Targeting women with health messaging, and with opportunities to purchase preventative health products, can have a positive effect. While still context dependant, in this experiment the marketing of health products to mothers increased investment, while the marketing to fathers made little difference.

Walker says it is no surprise to economists that women are more inclined to save than men, especially when driven by the motivation to keep children healthy. 

“Women are just more likely to make these preventative investments than men. This is why time and time again in developing nations interventionist policies prefer to target women in terms of finance.

“I don’t know, in regard to health investments, whether that has been replicated in developed economies. But in regard to willingness to take risk, I have seen it in developed and less developed countries. Women are typically less likely to take on risk.”

And in considering developed economies, are there lessons from this research? For instance, the dental industry in Australia struggles to convince sectors of the population to have regular check-ups rather than visiting only when they experience a dental emergency.

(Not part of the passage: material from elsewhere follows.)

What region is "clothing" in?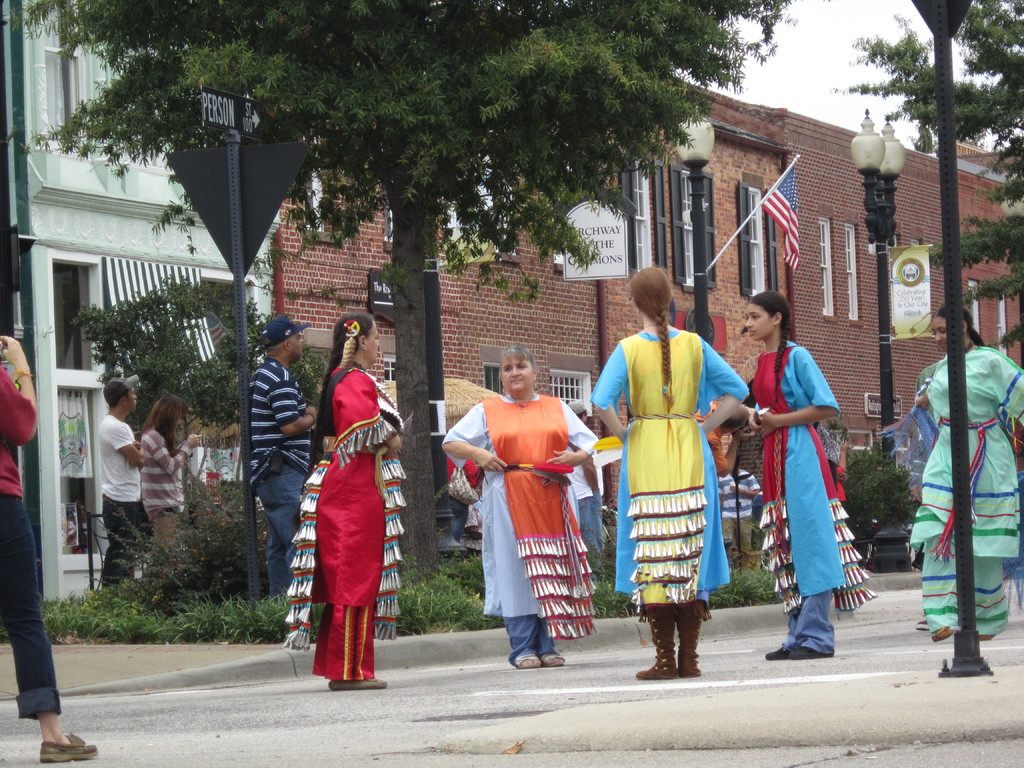
l=443, t=462, r=484, b=550.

Could that profession, and others, learn from the work being done in developing nations?

“It is generalisable, to an extent,” Walker says. “It is no secret that investing in preventative health reduces costs for the individual and for society.

“We see many similar health interventions popping up here and in other developed nations. For instance, most of my experience comes from the US where they have health savings accounts into which you can put a portion of your pre-tax pay cheque. The money is only to be used for health purposes and often complements existing health insurance plans – not dissimilar to the locked box experiment in Kenya. 

“We are seeing major public preventative health initiatives in Australia, the US and Europe. This type of knowledge, from studies in developing nations, may guide policy-makers in helping people focus on prevention, rather than just treating acute symptoms.”